In his program note, Company of Angels’ (CoA) artistic director Armando Molina explained how the world premiere of a Chicana-authored, award-winning play like blu precisely suited CoA and its mission to produce theatre that portrays “the 80 percent” of Los Angeles residents who rarely see themselves represented onstage. He reminded his audience that the underrepresented Latina/o world of blu theatrically adumbrates barrios like Boyle Heights, the 98 percent Latina/o-populated neighborhood located just across the river from CoA’s downtown Los Angeles location. Boyle Heights has a 60 percent high school dropout rate, along with a median annual income of $24,000—disturbing statistics that also describe barrios throughout the United States. Garnering the 2010 Yale Drama Series Award, Virginia Grise’s blu is a deeply political play that focuses on the ramifications of such harrowing figures, especially for youth, by dramatizing two generations of a Mexican American family within a fictionalized “Barrio U.S.A.” blu’s title not only eponymously names the family’s eldest teenage son (played by Xavi Moreno), whose birth, life, and death (while serving as a soldier in Iraq) the play tracks, but it also announces the centrality of spiritual despair in its characters’ lives. Working through the dramaturgical schema of a fragmented memory play and relying on ensemble storytelling, blu is an absorbing mediation of “memories, dreams, rituals, and prayers” that illustrates the interplay between macro-level sociopolitical conditions in the barrio and micro-level adaptations by its Latina/o residents.

Director Laurie Carlos’s staging placed emphasis on the play’s lean, poetically metered language and its ensemble-storytelling style—its most arresting element. To this end, CoA’s intimate black-box theatre held a bare minimum of set pieces to suggest blu’s barrio: a sacred tree, a column tagged with graffiti, a prison cell occupied by the family’s father Eme (pronounced ɛm-ɛ, also the name of one of the most notorious prison gangs in the California penal system) (Luis Galindo), a tiny house tumbled onto its side to signify the family’s home, and a separate pitched-roof unit (sans house) set on the stage floor that served as a liminal space between street and sky where blu’s younger sister Gemini (Alexandra Jimenez) perched during much of the play in order to better scan the stars or search the horizon. The set’s stark, open quality thoughtfully upended overdetermined “gritty” representations of the barrio, and instead offered a surrealistic landscape that lent itself to the play’s central motif of dreaming, positioned as an act of resistance against the barrio’s tribulations.

blu often made use of plural-vocal dialogic exchanges among characters, an ensemble-based narrative technique that heightened the play’s theatricality and positioned it firmly away from realism, as characters spoke across time and among different spaces to describe their circumstances.

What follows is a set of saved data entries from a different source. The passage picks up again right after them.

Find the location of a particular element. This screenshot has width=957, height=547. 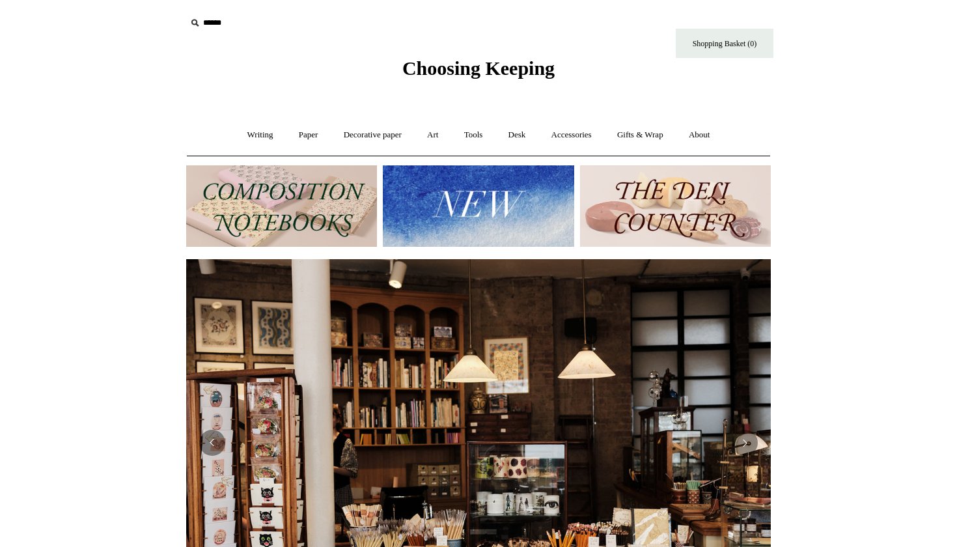

button: Next is located at coordinates (745, 443). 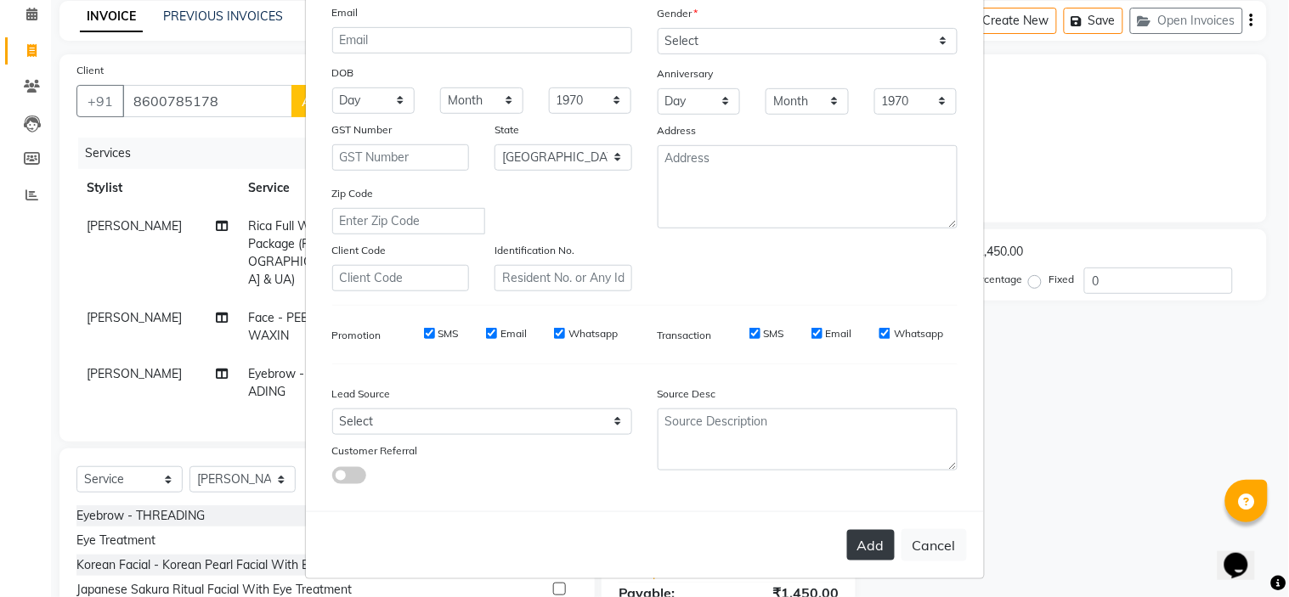 What do you see at coordinates (687, 394) in the screenshot?
I see `label: Source Desc` at bounding box center [687, 394].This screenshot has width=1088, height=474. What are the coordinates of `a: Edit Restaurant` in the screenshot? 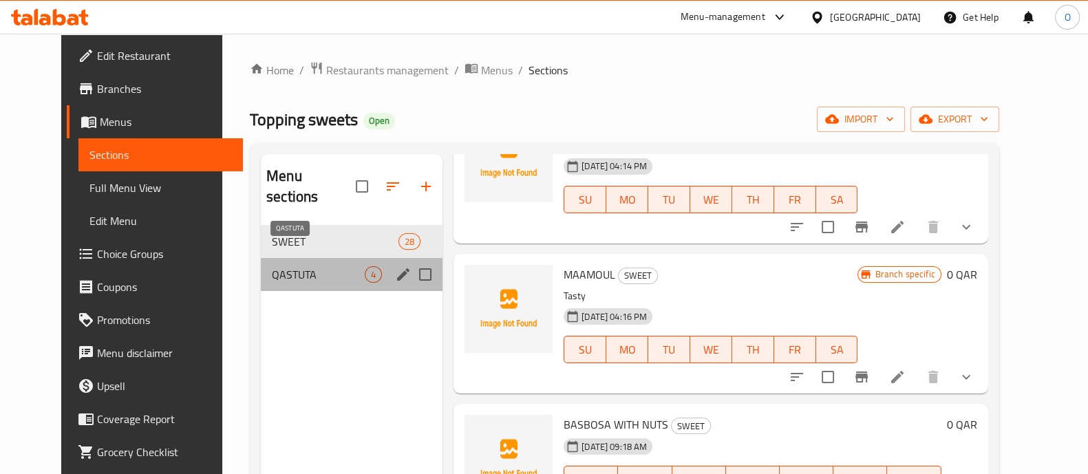 It's located at (155, 56).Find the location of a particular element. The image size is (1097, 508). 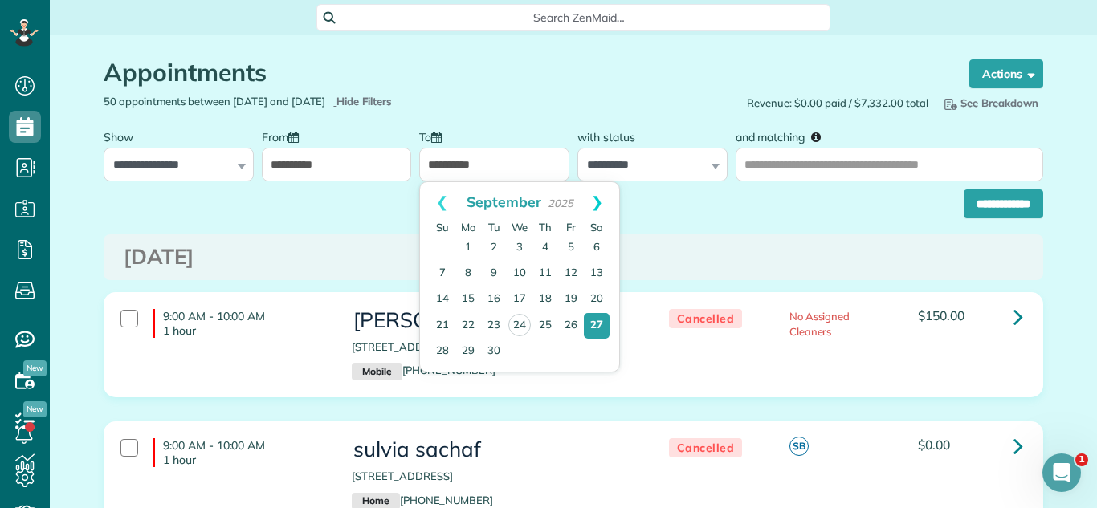

span: $0.00 is located at coordinates (934, 445).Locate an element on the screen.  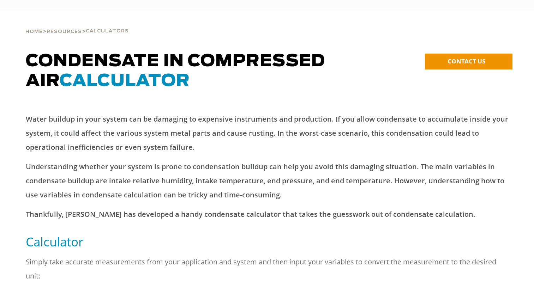
span: CONTACT US is located at coordinates (466, 61).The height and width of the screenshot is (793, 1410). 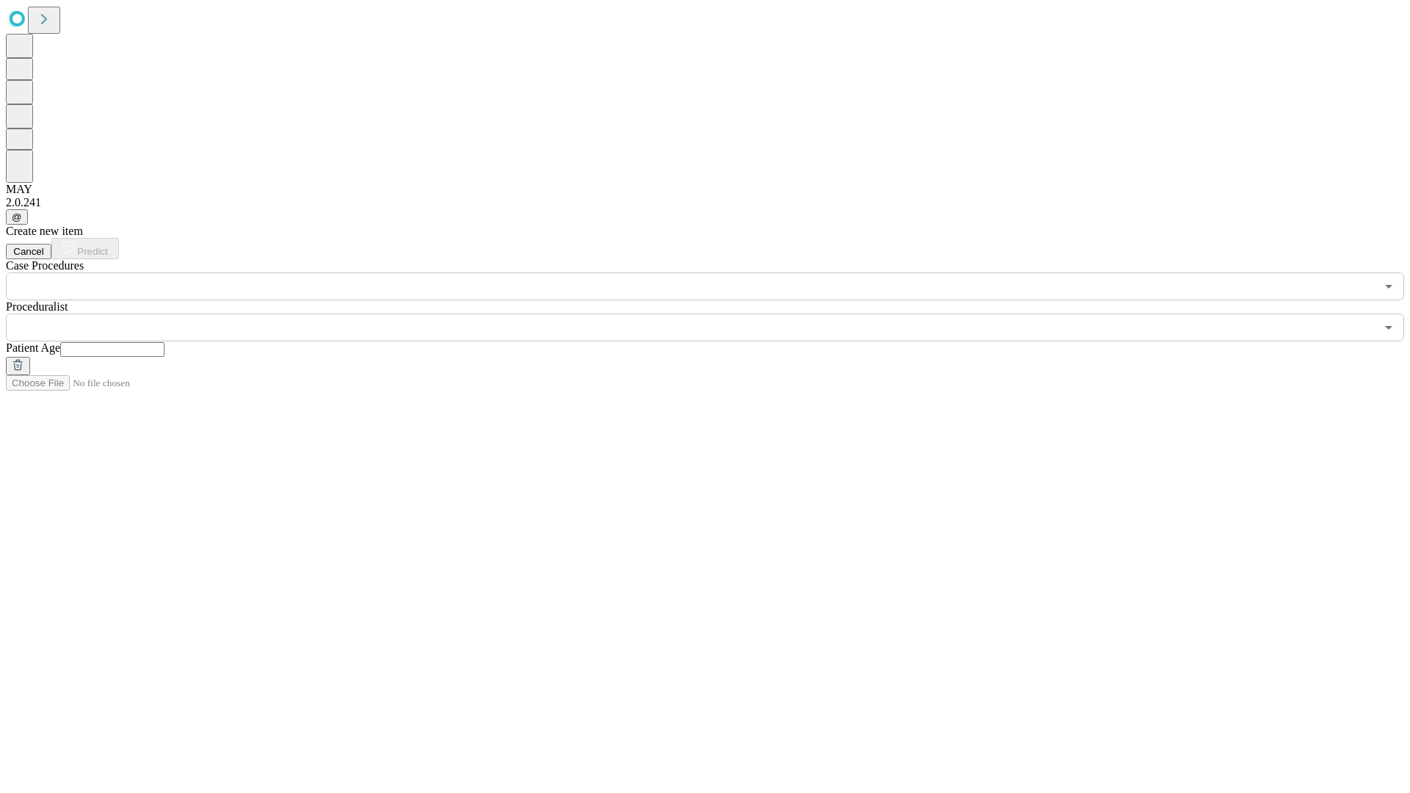 What do you see at coordinates (44, 231) in the screenshot?
I see `span: Create new item` at bounding box center [44, 231].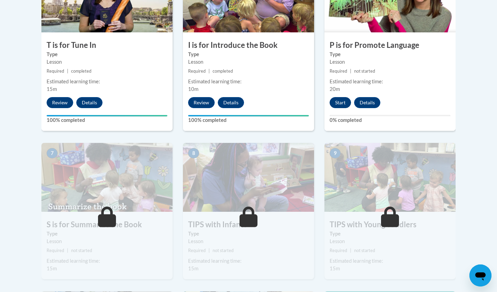  I want to click on h3: P is for Promote Language, so click(390, 45).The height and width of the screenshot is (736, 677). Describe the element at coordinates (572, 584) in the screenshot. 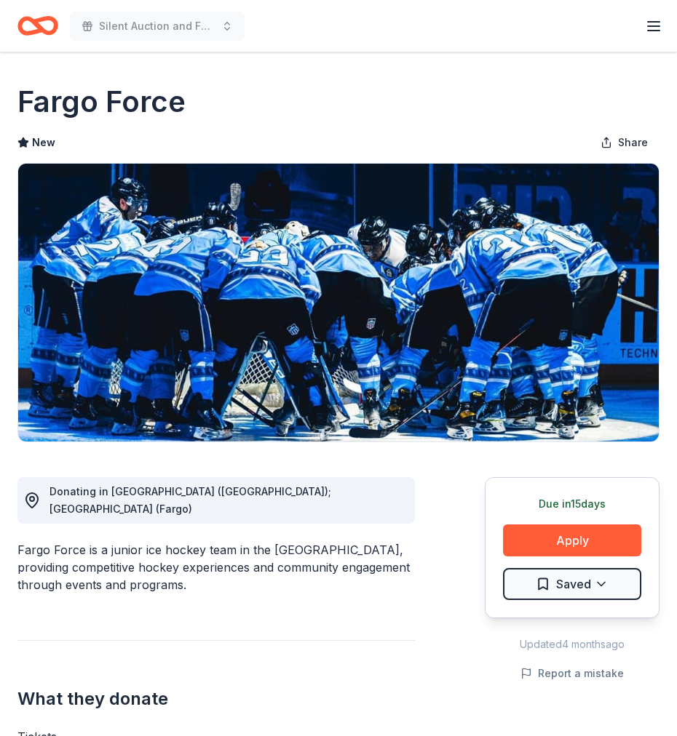

I see `button: Saved` at that location. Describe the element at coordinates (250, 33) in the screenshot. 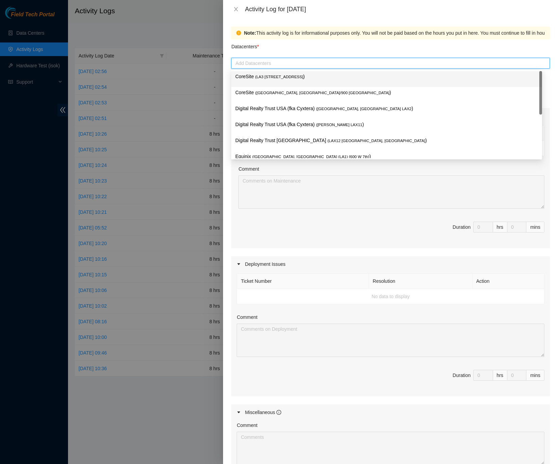

I see `strong: Note:` at that location. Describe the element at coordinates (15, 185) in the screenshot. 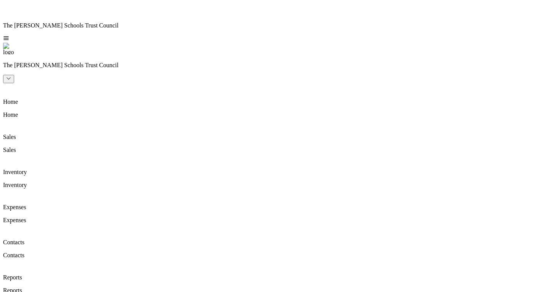

I see `span: Inventory` at that location.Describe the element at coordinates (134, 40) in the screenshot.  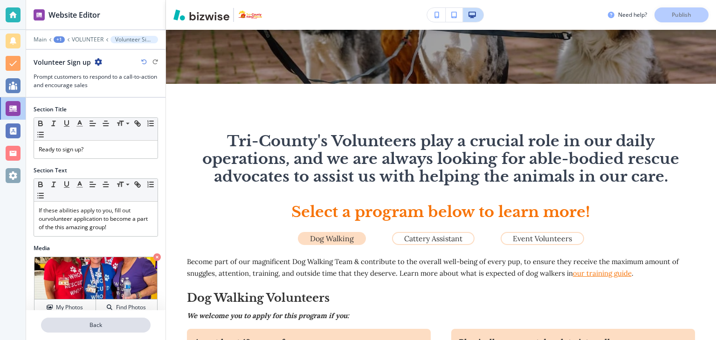
I see `p: Volunteer Sign up` at that location.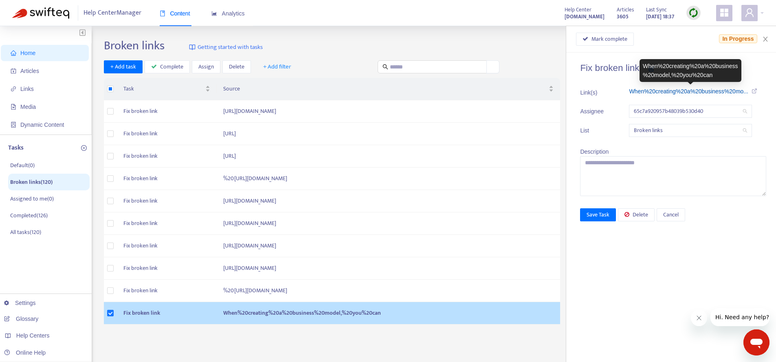 The width and height of the screenshot is (776, 362). Describe the element at coordinates (750, 13) in the screenshot. I see `span: user` at that location.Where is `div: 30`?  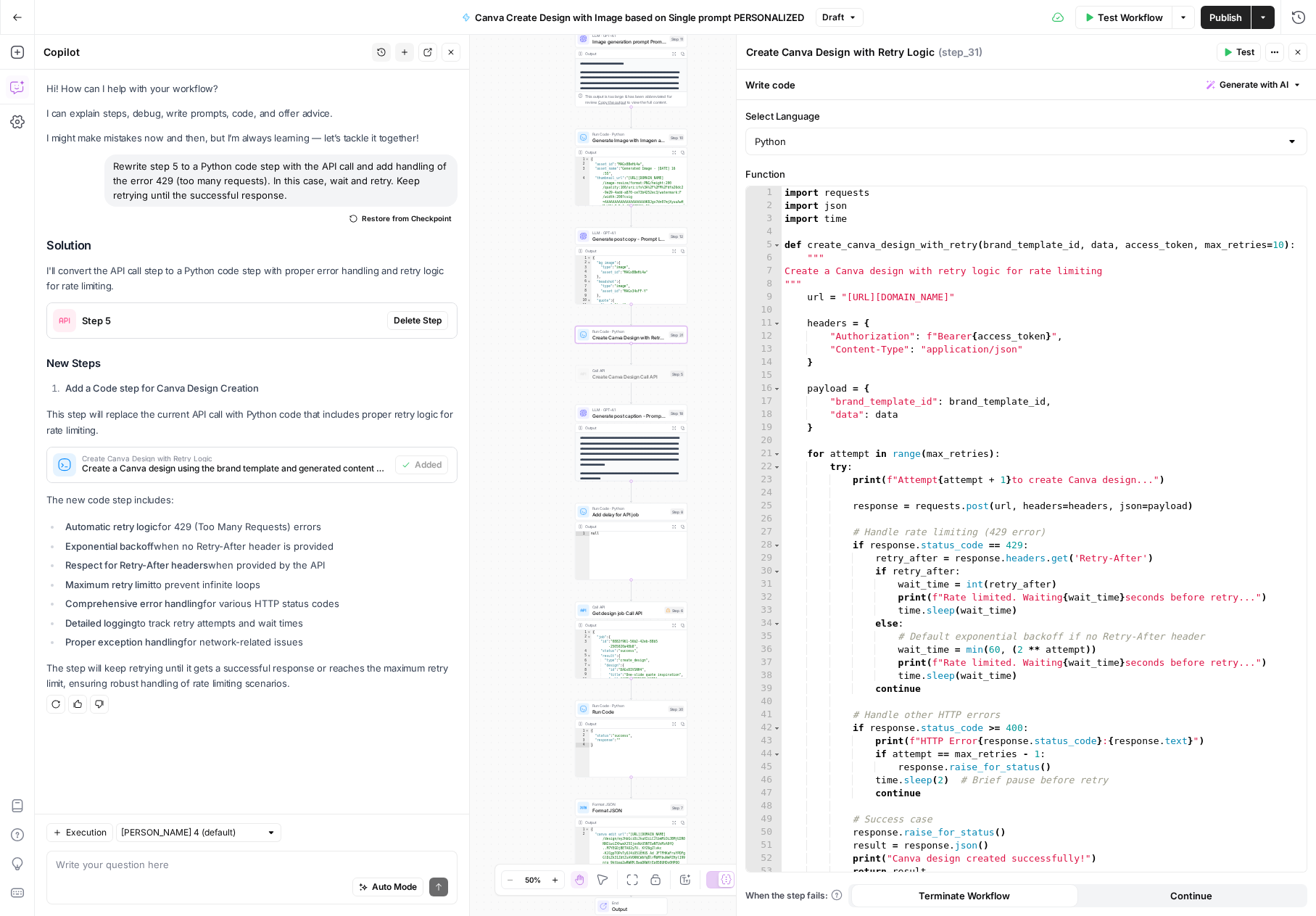 div: 30 is located at coordinates (764, 571). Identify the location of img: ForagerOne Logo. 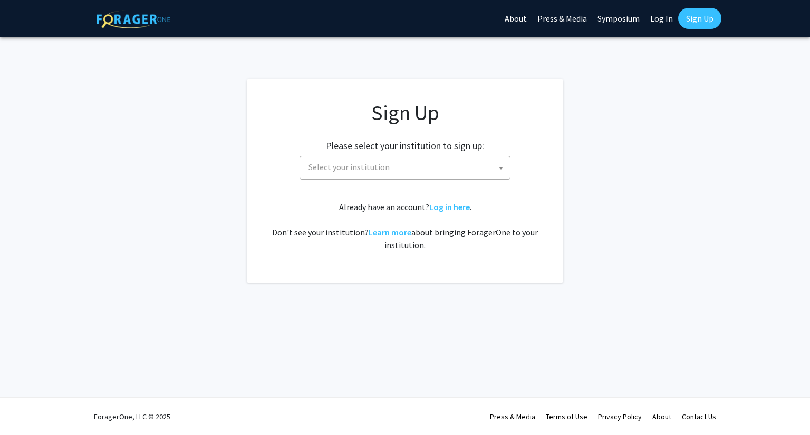
(133, 19).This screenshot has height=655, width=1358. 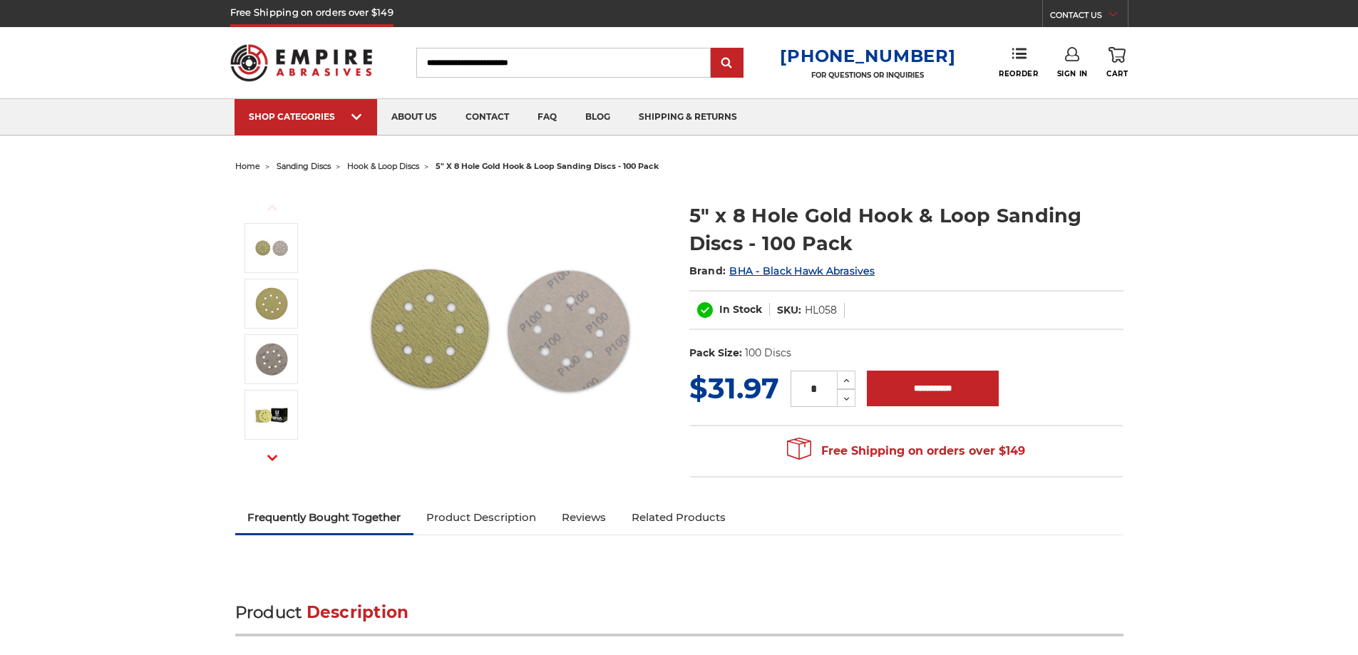 I want to click on dd: HL058, so click(x=821, y=310).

In performance, these plural-vocal exchanges delivered a poetically charged choral effect that evocatively distributed the narrative task of storytelling among different sets of characters. For example, when blu and his younger brother Lunatico (Phillip Garcia) recounted the violent initiation rite of being “jumped into a gang,” they began with a shared account that quickly cut back and forth between them. Then Eme joined his sons by adding his memory of gang initiation to their visceral reenactment. Shared narration of this kind allowed the play to trace out the [End Page 412] pervasiveness of violence across two generations of men, and among three perspectives. Carlos’s staging enhanced blu’s plural-vocal narrative structure with nonnaturalistic, highly physical movement—in effect, powerful dances among characters that drew from expressionistic movement vocabularies, as well as sources like hip-hop. In scenes between father and sons, for example, this stylized physicality effectively upbraided the shopworn gestures of Latino male bravado and “gangbangers” with fresh grammars of masculine physicality and homosocial intimacy and proved to be some of Carlos’s most luminous staging.